October 13, 2016 at 11:07 am
I know what the standard answer is on this but I am looking for someone to say this would be better.
Scenario: I move 3 billion rows of data from various sources, a lot of it is linked servers but just about as much is SSIS packages and various others.
I typically load all of the data into a staging database and then move that data into a database that has general read access once its all staged. This data is pretty unique as I am typically only moving 90 days worth of data and we truncate and/or drop and reload these tables (2k) every day. Worth noting, previously the dept had allowed some rouge users to have some space on the server by allowing them to create and maintain their own databases, I am trying to bring them to heel but that's another issue.
Current Drive Configuration.
C- has all the system databases except tempdb.
D (SSD) has all of our owned database files and Tempdb database file.
E has all of our owned log files
F has all of the rouge users database and logs and Tempdb log file.
I inherited this mess and I am just trying to tune the hardware before I fix anything else.
All of my database files have been sized appropriately and have auto-growth set to add a large chunk with a limit to the max(just as a fail safe)
This configuration is relatively new as two weeks ago all of the data and logs were on the system drive.
The two main databases that are used staging and feeding have recovery set to bulk_logged since everything is recreated at least once a day.
I think the optimal situation would be to have the staging and feeding databases on their own SSD's but my real question is about tempdb, my bottleneck at this point is the tempdb logfile. Should have add another ssd and put just the tempdb on it, or both the log and the database files? or should I move the tempdb log up to the existing ssd.
Finally, many of these jobs are managed with SQL agent. Should the msdb database be moved off the system drive and if so to where?
Thanks in advance.
October 13, 2016 at 11:22 am
Without being able to profile things, I'd start by putting all logs on SSD since nothing happens in sql server until it gets logged. Move the main data off the SSD because it will be written fairly sequentially when the lazy writer kicks in every 5 minutes or so. Run tempdb and its log on ssd. A big data cache can take a load off the drives depending on your queries.
Not knowing sizes and loads, I could be totally wrong. My experience with SSD shows 10x to 50x improvement over hard disks. The drawback is all the updates and logging you do will wear out the SSD in a couple years.
October 14, 2016 at 6:43 am
I like Bill's recommendations. The thing is, the more drives you can throw at it, the better. The exception to that is if you're going through a single controller, which then becomes the bottleneck.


**TASK GOAL:**
Copy out every line in the entries below that includes "Acceso".

▼

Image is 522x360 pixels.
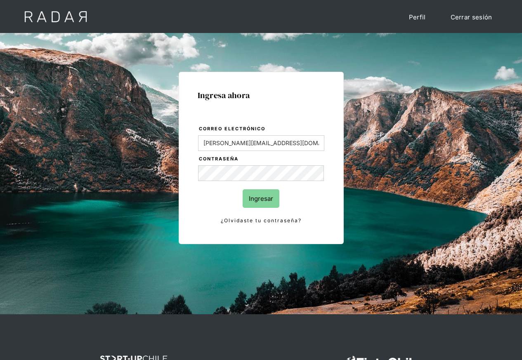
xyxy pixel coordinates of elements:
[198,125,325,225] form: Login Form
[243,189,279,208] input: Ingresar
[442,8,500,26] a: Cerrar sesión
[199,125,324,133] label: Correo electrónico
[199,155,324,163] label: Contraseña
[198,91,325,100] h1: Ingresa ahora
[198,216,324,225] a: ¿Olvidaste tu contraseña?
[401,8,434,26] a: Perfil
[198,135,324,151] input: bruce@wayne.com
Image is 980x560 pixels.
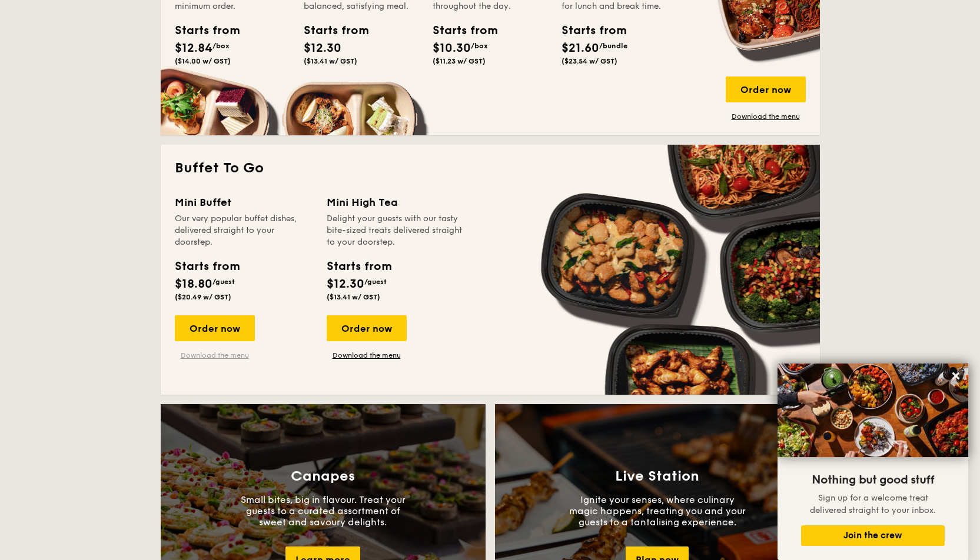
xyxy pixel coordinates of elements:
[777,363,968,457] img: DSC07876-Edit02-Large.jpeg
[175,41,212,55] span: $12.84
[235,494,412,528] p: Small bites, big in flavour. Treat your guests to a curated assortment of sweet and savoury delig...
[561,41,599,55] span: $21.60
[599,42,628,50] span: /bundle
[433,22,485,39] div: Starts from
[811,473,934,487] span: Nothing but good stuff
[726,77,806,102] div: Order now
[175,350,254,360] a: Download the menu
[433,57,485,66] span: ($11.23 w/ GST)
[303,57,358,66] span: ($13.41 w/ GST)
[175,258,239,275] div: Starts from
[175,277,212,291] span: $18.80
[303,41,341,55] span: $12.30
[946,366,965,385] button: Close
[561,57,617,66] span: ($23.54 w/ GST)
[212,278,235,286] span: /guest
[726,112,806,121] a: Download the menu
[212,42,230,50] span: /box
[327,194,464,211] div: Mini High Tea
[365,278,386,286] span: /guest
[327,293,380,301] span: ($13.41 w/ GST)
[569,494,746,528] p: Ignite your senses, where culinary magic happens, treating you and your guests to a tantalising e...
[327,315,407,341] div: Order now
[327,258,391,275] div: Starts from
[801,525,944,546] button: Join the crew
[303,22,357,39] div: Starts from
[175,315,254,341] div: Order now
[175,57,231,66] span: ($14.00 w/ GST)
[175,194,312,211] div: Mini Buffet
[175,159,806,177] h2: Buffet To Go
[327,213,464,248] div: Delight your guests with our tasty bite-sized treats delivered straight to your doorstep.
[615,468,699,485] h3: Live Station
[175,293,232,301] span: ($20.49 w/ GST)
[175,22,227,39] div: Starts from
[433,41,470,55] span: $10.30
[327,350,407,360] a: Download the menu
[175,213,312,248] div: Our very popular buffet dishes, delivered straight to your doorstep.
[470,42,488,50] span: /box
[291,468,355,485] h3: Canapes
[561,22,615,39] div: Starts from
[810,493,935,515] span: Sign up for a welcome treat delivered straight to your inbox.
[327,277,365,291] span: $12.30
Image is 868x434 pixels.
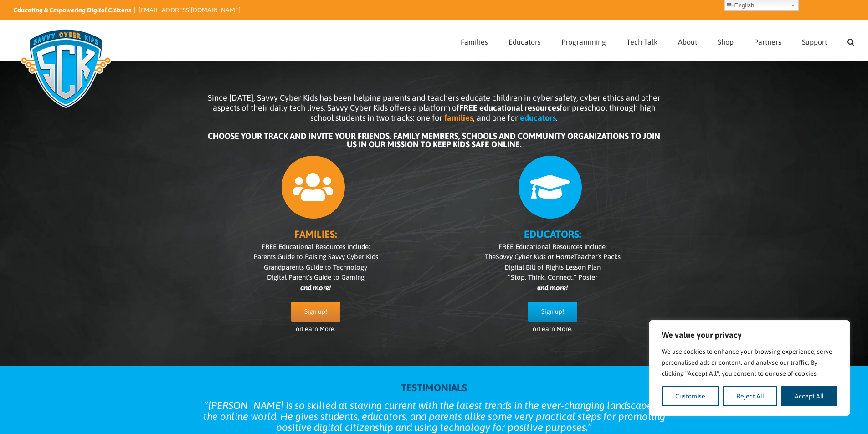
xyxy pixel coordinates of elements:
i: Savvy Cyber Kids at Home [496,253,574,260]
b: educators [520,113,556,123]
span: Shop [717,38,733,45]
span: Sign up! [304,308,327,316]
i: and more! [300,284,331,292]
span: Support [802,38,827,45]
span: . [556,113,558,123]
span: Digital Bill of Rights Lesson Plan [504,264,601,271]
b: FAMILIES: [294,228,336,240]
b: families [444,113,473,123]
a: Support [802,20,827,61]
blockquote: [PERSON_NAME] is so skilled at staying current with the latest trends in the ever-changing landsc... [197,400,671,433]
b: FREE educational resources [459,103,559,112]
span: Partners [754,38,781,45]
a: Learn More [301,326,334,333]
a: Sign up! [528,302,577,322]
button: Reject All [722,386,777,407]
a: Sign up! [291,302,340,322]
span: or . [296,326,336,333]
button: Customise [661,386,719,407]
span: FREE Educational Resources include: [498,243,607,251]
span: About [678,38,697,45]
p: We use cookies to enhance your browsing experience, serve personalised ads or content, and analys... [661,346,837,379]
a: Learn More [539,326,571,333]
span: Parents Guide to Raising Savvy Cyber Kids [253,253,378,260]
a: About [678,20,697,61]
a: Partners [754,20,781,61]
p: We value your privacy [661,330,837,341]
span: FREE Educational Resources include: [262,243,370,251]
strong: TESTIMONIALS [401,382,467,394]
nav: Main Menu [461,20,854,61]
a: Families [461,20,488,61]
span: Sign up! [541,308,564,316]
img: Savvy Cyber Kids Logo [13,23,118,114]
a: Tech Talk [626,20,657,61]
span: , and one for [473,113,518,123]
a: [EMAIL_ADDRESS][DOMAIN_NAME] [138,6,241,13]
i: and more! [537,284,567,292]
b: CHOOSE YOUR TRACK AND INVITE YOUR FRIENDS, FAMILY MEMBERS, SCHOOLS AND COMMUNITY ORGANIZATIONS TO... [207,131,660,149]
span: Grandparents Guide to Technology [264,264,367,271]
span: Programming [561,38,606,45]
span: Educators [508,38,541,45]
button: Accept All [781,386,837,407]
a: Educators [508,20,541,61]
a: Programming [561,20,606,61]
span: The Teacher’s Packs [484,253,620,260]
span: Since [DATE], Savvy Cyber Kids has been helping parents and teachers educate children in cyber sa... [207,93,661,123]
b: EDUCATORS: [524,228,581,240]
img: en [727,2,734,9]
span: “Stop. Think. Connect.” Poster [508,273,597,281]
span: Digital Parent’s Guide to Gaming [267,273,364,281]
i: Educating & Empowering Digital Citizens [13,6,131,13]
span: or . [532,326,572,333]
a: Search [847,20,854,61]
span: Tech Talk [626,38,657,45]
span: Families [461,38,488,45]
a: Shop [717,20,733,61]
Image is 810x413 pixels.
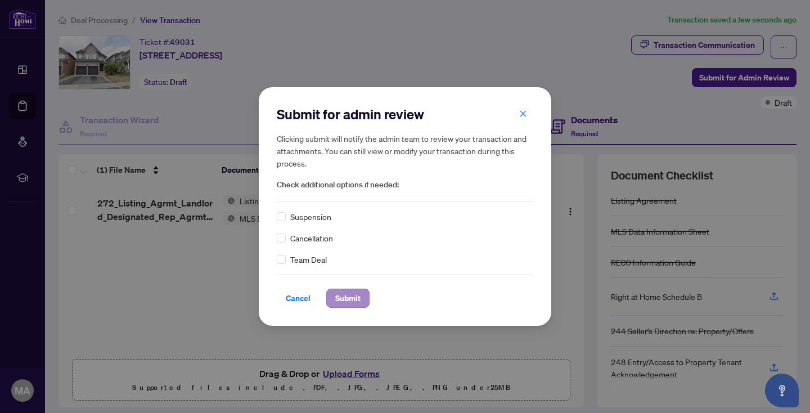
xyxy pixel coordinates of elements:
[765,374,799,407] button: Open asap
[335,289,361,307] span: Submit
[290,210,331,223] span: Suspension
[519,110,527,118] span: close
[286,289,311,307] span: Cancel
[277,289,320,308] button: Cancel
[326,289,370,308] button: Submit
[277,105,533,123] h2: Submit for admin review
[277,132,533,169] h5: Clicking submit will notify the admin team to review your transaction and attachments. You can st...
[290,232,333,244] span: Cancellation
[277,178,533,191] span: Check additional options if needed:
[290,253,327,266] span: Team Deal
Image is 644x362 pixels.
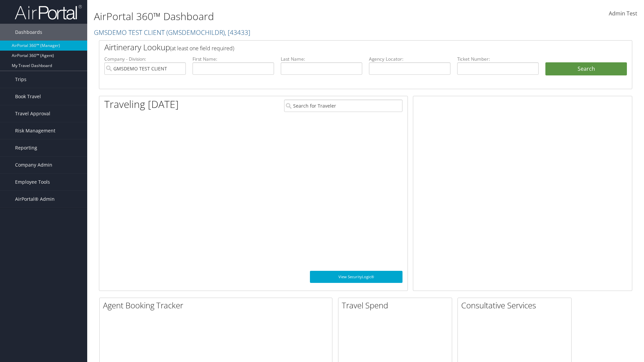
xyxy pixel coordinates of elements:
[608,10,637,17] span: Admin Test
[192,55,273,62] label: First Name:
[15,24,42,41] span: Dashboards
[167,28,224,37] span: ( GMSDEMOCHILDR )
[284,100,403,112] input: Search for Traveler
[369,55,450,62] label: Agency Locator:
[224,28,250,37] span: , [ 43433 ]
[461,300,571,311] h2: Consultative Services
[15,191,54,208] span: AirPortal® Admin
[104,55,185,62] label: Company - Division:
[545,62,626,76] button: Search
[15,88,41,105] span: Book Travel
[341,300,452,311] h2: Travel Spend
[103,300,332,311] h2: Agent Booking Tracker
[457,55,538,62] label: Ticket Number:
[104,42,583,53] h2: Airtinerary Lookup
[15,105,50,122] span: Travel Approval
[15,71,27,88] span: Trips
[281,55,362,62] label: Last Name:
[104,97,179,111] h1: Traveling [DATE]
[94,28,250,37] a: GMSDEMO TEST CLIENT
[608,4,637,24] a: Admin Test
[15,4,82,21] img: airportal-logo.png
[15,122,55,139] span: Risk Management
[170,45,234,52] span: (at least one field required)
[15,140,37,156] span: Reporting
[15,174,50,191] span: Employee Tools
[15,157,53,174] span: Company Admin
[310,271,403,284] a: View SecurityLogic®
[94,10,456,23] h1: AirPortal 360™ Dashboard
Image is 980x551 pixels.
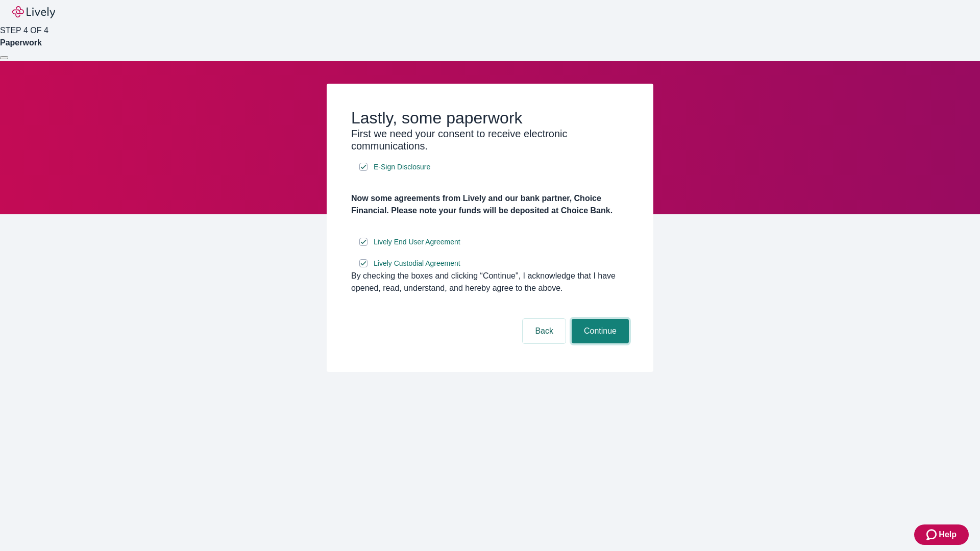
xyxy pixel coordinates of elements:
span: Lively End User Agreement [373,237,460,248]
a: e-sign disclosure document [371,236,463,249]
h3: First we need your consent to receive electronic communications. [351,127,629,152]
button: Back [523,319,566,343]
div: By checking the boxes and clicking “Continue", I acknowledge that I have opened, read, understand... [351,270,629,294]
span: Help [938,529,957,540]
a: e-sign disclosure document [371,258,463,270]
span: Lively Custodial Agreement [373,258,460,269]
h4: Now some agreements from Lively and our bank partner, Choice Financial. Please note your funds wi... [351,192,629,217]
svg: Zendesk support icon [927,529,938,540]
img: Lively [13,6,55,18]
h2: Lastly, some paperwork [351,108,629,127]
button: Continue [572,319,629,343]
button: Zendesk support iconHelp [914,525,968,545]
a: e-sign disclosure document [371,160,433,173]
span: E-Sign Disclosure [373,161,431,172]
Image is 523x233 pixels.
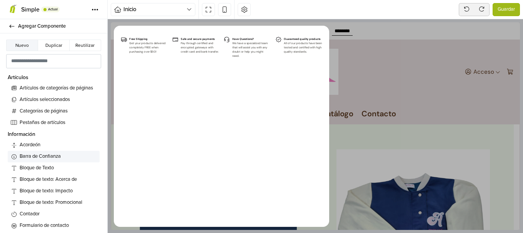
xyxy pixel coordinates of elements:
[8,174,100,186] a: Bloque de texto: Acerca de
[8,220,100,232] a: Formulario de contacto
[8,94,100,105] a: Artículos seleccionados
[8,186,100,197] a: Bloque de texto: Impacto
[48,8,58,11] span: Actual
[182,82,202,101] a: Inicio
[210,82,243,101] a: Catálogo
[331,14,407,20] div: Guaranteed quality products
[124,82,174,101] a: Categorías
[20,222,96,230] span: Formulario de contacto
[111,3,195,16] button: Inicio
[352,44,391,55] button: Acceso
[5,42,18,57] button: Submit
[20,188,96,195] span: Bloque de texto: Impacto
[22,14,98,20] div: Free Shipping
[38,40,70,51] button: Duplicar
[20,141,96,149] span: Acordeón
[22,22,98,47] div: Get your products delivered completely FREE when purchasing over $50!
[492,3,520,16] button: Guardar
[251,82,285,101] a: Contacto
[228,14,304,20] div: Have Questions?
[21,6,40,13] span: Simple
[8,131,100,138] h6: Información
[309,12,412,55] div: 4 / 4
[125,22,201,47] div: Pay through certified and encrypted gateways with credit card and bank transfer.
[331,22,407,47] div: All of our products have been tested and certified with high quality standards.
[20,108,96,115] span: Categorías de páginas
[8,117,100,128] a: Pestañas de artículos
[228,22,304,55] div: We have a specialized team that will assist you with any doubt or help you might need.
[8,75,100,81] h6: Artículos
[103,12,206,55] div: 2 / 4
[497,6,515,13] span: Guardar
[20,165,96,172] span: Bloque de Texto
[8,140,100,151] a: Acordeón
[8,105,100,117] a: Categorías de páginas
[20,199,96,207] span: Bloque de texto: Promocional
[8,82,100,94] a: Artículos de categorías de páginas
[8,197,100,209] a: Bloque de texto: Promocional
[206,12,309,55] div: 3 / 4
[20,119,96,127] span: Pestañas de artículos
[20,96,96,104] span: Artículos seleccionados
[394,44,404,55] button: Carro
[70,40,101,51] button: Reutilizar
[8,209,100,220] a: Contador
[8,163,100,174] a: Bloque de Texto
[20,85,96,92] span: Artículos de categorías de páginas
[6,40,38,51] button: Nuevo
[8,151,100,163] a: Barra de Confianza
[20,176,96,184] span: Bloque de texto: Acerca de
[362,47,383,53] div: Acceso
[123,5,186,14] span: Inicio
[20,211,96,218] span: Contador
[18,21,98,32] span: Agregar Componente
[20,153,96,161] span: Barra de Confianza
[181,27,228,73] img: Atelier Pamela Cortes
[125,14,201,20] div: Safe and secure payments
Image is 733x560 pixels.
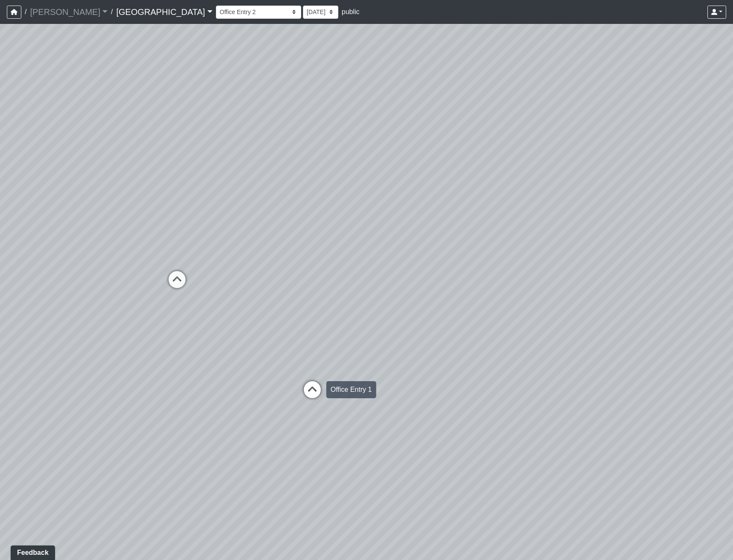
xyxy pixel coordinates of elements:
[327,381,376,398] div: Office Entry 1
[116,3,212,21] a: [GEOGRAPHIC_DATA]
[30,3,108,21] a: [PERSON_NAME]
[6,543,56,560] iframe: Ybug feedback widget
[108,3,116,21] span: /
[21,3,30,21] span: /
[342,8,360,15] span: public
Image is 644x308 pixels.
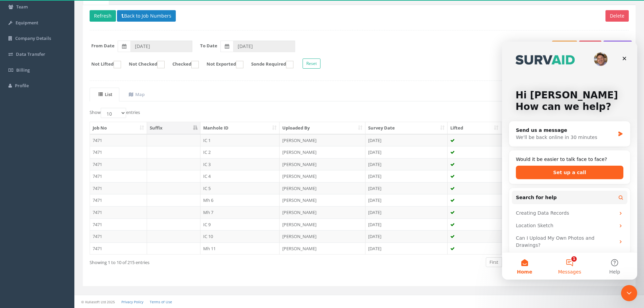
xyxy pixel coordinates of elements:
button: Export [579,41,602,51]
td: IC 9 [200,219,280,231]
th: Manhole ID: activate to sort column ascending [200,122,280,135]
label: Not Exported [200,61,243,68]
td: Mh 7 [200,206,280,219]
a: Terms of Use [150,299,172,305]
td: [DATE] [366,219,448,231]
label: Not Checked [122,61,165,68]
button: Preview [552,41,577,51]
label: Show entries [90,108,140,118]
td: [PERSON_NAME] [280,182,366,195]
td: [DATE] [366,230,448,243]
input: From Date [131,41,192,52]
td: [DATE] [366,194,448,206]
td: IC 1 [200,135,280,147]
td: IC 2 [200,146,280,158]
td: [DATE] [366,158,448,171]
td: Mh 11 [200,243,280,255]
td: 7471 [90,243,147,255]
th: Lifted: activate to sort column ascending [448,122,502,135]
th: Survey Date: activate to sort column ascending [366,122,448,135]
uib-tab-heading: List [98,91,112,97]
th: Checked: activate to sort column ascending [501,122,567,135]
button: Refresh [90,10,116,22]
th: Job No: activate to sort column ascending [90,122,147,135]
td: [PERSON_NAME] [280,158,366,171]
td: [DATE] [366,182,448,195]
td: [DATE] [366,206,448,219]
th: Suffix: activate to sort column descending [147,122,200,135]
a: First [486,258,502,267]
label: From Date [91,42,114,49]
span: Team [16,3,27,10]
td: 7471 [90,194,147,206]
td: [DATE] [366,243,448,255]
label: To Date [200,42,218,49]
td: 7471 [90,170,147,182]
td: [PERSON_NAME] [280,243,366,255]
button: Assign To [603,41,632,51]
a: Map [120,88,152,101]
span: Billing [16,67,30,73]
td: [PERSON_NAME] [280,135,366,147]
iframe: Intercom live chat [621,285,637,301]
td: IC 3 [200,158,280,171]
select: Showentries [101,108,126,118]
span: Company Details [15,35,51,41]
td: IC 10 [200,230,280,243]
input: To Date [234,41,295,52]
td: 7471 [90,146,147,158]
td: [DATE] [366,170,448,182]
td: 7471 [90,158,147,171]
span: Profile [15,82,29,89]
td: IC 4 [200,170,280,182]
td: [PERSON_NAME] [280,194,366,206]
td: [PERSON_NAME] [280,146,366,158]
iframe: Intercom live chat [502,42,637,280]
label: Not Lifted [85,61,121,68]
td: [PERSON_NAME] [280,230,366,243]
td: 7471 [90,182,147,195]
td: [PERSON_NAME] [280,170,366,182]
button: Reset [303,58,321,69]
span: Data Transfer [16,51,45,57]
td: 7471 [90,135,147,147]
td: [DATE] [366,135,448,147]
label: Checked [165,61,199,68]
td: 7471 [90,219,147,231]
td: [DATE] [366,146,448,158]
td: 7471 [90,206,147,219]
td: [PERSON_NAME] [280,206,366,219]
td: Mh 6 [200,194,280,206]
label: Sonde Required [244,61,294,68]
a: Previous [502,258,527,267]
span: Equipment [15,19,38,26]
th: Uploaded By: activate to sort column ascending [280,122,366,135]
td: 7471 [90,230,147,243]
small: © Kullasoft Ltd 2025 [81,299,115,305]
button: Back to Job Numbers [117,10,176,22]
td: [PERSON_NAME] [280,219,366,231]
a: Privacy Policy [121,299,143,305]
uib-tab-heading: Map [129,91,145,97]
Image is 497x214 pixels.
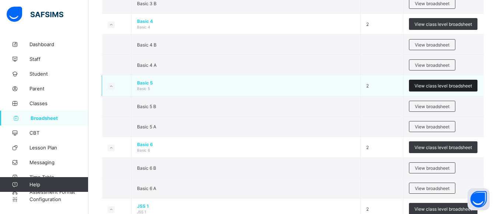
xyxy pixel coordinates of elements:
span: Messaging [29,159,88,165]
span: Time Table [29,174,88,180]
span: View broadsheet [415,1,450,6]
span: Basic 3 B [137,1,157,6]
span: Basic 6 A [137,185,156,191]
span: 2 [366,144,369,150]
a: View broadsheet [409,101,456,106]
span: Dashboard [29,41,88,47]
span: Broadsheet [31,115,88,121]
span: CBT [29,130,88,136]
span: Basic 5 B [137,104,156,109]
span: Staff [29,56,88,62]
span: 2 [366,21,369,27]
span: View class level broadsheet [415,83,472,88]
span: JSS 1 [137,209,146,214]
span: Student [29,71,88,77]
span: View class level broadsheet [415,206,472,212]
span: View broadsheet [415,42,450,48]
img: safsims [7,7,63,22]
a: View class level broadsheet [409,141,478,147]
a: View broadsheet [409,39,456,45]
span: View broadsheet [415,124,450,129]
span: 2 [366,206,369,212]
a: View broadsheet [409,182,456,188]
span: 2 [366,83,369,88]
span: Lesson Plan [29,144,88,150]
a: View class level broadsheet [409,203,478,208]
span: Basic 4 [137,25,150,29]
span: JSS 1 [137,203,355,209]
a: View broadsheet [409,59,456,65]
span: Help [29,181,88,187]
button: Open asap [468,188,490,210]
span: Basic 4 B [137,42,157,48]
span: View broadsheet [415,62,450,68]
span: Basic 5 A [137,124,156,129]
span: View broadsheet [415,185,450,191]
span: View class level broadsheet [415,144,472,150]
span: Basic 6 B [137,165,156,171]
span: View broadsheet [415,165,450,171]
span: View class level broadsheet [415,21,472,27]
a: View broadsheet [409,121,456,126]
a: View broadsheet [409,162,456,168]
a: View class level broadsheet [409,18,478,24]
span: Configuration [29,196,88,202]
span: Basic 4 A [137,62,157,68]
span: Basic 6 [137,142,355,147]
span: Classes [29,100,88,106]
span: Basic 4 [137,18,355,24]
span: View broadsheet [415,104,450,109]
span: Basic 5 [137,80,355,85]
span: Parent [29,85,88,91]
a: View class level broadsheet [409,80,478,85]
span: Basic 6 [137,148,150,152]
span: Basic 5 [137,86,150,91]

▲

**YOUR RESPONSE:**
[352,44,391,55] button: Acceso
[362,47,383,53] div: Acceso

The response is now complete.